It is not outside the realm of fair judgment to suggest that Guillermo del Toro has been a little off the boil in recent years. Over-scheduling can do that, even to the best of us, but The Shape of Water, an unconventional love story — with a generous dash of the supernatural — set in a dreamy 1950s United States and featuring knockout performances from Michael Shannon and Sally Hawkins, does represent a clear return to form. This is bolstered to no small degree by the fact that it is, in essence, a fairytale and the singular Mexican director — along with his physically-gifted performer Doug Jones — has always been at his most punky and creatively audacious when working in the confines (or lack thereof) of that particular genre. As his enchanting, imaginative latest film proves, it’s great to have him back.
Hawkins plays Eliza Esposito (a name with significant weight given the time period), a mute woman who lives in a dreamy apartment above a glitzy but somehow empty cinema called the Orpheum while working as a cleaner in a top-secret government research center. She likes to eat boiled eggs, masturbate, watch Golden Age movies, and stare longingly out of train windows. Needless to say, we like her immediately. We learn everything we need to know about her — and pretty much everyone else in the film — in a fluid and brilliantly economical opening sequence; all sharp cuts, distinctive foley work, and teasing wind instruments courtesy of Alexandre Desplat. It’s an opening movement for the composer which is reminiscent of — if significantly more lighthearted than — his introduction for Jonathan Glazer’s Birth, another film that used music to lure one into its most mysterious pockets.
Richard Jenkins plays her neighbor Giles, a struggling artist who pays the bills by painting product advertisements while pining after the guy who works in the local pie shop; her coworker Zelda (Octavia Spencer, bubbling with defiance and happy to do all the talking); a scientist named Hoffstetler (Michael Stuhlbarg), who overlooks the center’s latest top-secret project (the subject of which also happens to be the subject of Eliza’s affections: a scaly, open-faced version of the creature from the black lagoon, given humanity by Doug Jones); and a cruel misogynistic military stooge named Stickland.
That last role is played with great menace by Michael Shannon, an actor who is, admittedly, at home to such material having spent five seasons as Nelson Van Alden in Boardwalk Empire. However, Strickland has none of that character’s dormant empathy and far more of his repressed emotion and anger. The frankly terrifying, contorted facial expression Shannon makes when Strickland’s son asks him whether there’ll be jetpacks in the future — a comment he apparently takes as an affront to the sort of North American endeavor that inspires him — is a masterstroke all its own. Indeed, it’s a performance to top, but Hawkins is up to the task as an actress who can, with little more than a knowing smile, remind us that charlatans should not be taken heed of and life should be enjoyed. As Eliza she earns that unique kind of warmth we reserve for those souls courageous enough to forget any afflictions they may have when faced with bullies or an unjust establishment.
Hawkins’ Eliza is the defiant winter flower to Strickland’s engulfing blizzard and her openness to embracing her desires seems to make every inch of the troubled man’s Eisenhower-era consumerist dream life seem all the more hollow. Having grown up south of the border, del Toro’s skepticism of that dream makes it all the more potent.
The filmmaker has not managed to reach such artistic heights or execute such magical flourishes since Pan’s Labyrinth over a decade ago, so it’s a real shame that The Shape of Water becomes a little formulaic after the first act. With the help of Zelda, Eliza breaks her new friend out of the facility and falls in love. Giles regains some of his confidence. Strickland’s frustrations grow. Story has arguably never been the director’s greatest strength and, with those pieces in place, you might already know where this one’s headed. However, as the title hints at, The Shape of Water is not to be dissected but to be immersed in. Indeed, in order to enjoy the myriad pleasures of del Toro’s world — with all its counterpointed humor, quicksilver pacing, endearing humanity, peculiar eroticism, and sudden eruptions of violence — one must simply take the plunge.
There have been a number of filmmakers over the years (Lynch springs to mind) that have shown audiences that dreams and nightmares are only separated by the finest of lines, but only Del Toro appears to have the ability to skip along that knife edge and, when he is truly at his very best, turn that skip into a dance.
The Shape of Water premiered at Venice Film Festival and opens on December 8.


[Try it]: Please tally the lines of the listing that hold the string "figure", and reply with that total only.

[Given information]:
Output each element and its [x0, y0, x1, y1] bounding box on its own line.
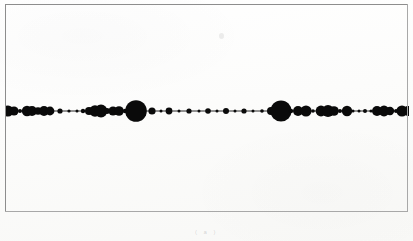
- figure-caption: ( a ): [0, 229, 413, 235]
- bead-marker: [358, 110, 361, 113]
- bead-marker: [160, 110, 163, 113]
- bead-marker: [46, 107, 55, 116]
- bead-marker: [234, 110, 237, 113]
- bead-marker: [186, 108, 191, 113]
- bead-marker: [216, 110, 219, 113]
- bead-marker: [57, 108, 62, 113]
- bead-marker: [270, 100, 291, 121]
- bead-marker: [76, 110, 79, 113]
- bead-marker: [9, 106, 18, 115]
- bead-marker: [142, 109, 146, 113]
- bead-marker: [311, 109, 315, 113]
- bead-marker: [67, 109, 70, 112]
- bead-marker: [198, 110, 201, 113]
- bead-marker: [252, 110, 255, 113]
- bead-marker: [166, 108, 173, 115]
- figure-root: ( a ): [0, 0, 413, 241]
- bead-marker: [342, 106, 352, 116]
- bead-marker: [386, 107, 394, 115]
- bead-marker: [338, 109, 342, 113]
- bead-chain-plot: [6, 5, 409, 213]
- bead-marker: [289, 109, 293, 113]
- bead-marker: [352, 110, 355, 113]
- bead-marker: [148, 107, 155, 114]
- bead-marker: [260, 109, 264, 113]
- bead-marker: [81, 109, 85, 113]
- bead-marker: [205, 108, 211, 114]
- bead-marker: [241, 108, 246, 113]
- bead-marker: [114, 106, 124, 116]
- bead-marker: [363, 109, 367, 113]
- bead-marker: [223, 108, 229, 114]
- bead-marker: [329, 106, 339, 116]
- bead-marker: [18, 109, 22, 113]
- bead-marker: [300, 105, 311, 116]
- plot-frame-border: [5, 4, 408, 212]
- bead-marker: [178, 110, 181, 113]
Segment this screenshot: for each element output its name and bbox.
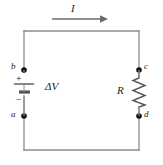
resistor-zigzag <box>133 75 145 108</box>
node-label-a: a <box>11 110 16 119</box>
resistance-label: R <box>117 85 124 96</box>
battery-symbol <box>14 84 34 92</box>
resistor-symbol <box>133 75 145 108</box>
battery-positive-label: + <box>16 74 22 84</box>
current-arrow <box>52 15 108 23</box>
circuit-diagram-figure: I b a c d ΔV R + − <box>0 0 163 165</box>
voltage-label: ΔV <box>45 81 58 92</box>
current-arrow-head <box>100 15 108 23</box>
node-label-b: b <box>11 62 16 71</box>
current-label: I <box>71 3 75 14</box>
node-label-d: d <box>144 110 149 119</box>
battery-negative-label: − <box>16 95 22 105</box>
node-label-c: c <box>144 62 148 71</box>
circuit-schematic <box>0 0 163 165</box>
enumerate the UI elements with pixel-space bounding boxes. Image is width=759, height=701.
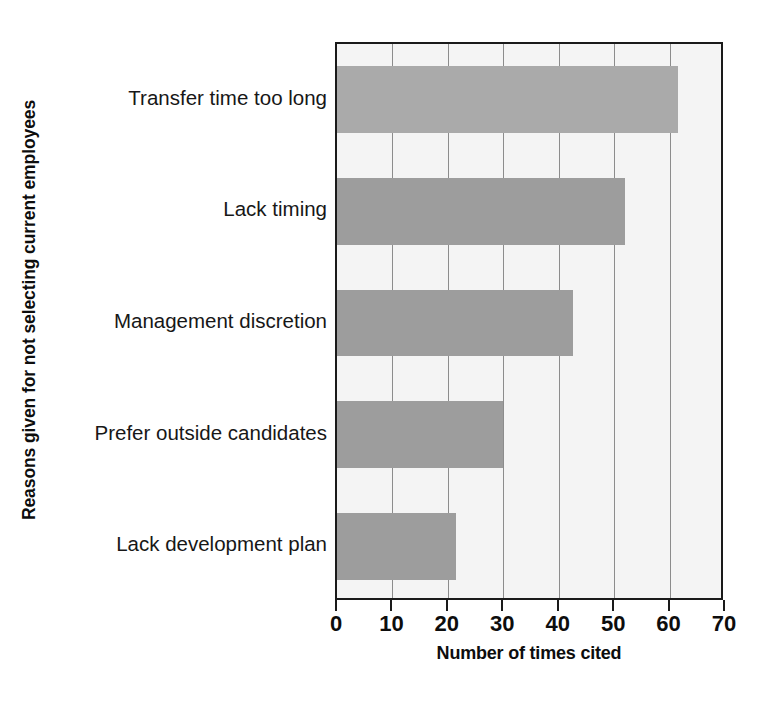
x-tick-mark-50 xyxy=(612,600,614,611)
x-tick-label-50: 50 xyxy=(583,611,643,637)
x-tick-label-30: 30 xyxy=(472,611,532,637)
x-tick-label-60: 60 xyxy=(639,611,699,637)
x-tick-label-70: 70 xyxy=(694,611,754,637)
x-tick-mark-20 xyxy=(446,600,448,611)
bar xyxy=(337,401,503,468)
x-tick-mark-70 xyxy=(723,600,725,611)
bar-chart-figure: Reasons given for not selecting current … xyxy=(0,0,759,701)
x-axis-title: Number of times cited xyxy=(335,643,723,664)
y-tick-label-4: Lack development plan xyxy=(7,532,327,556)
x-tick-mark-40 xyxy=(557,600,559,611)
y-tick-label-0: Transfer time too long xyxy=(7,86,327,110)
x-tick-label-10: 10 xyxy=(361,611,421,637)
bar xyxy=(337,513,456,580)
bar xyxy=(337,290,573,357)
x-tick-label-0: 0 xyxy=(306,611,366,637)
x-tick-label-20: 20 xyxy=(417,611,477,637)
x-tick-mark-30 xyxy=(501,600,503,611)
y-tick-label-1: Lack timing xyxy=(7,197,327,221)
bar xyxy=(337,66,678,133)
x-tick-label-40: 40 xyxy=(528,611,588,637)
x-tick-mark-0 xyxy=(335,600,337,611)
x-tick-mark-60 xyxy=(668,600,670,611)
bar xyxy=(337,178,625,245)
plot-area xyxy=(335,42,723,600)
y-tick-label-3: Prefer outside candidates xyxy=(7,421,327,445)
y-tick-label-2: Management discretion xyxy=(7,309,327,333)
x-tick-mark-10 xyxy=(390,600,392,611)
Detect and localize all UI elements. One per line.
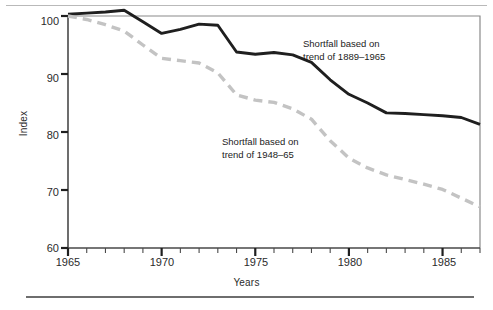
annotation-1889-1965-line1: Shortfall based on [303,38,385,51]
bottom-rule [26,296,474,298]
annotation-1889-1965: Shortfall based on trend of 1889–1965 [303,38,385,63]
annotation-1948-65-line1: Shortfall based on [222,136,299,149]
y-tick-label-70: 70 [25,186,59,198]
series-line [68,10,480,124]
y-tick-label-60: 60 [25,242,59,254]
series-line [68,16,480,207]
annotation-1948-65: Shortfall based on trend of 1948–65 [222,136,299,161]
x-tick-label-1985: 1985 [416,256,472,268]
x-tick-label-1980: 1980 [322,256,378,268]
y-tick-label-100: 100 [25,15,59,27]
x-tick-label-1965: 1965 [40,256,96,268]
y-axis-title: Index [18,94,29,154]
annotation-1889-1965-line2: trend of 1889–1965 [303,51,385,64]
figure-container: Index Years 100 90 80 70 60 1965 1970 19… [0,0,493,310]
x-tick-label-1970: 1970 [134,256,190,268]
y-tick-label-80: 80 [25,129,59,141]
x-tick-label-1975: 1975 [228,256,284,268]
y-tick-label-90: 90 [25,72,59,84]
x-axis-title: Years [0,277,493,288]
annotation-1948-65-line2: trend of 1948–65 [222,149,299,162]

[Answer to this exercise]: 5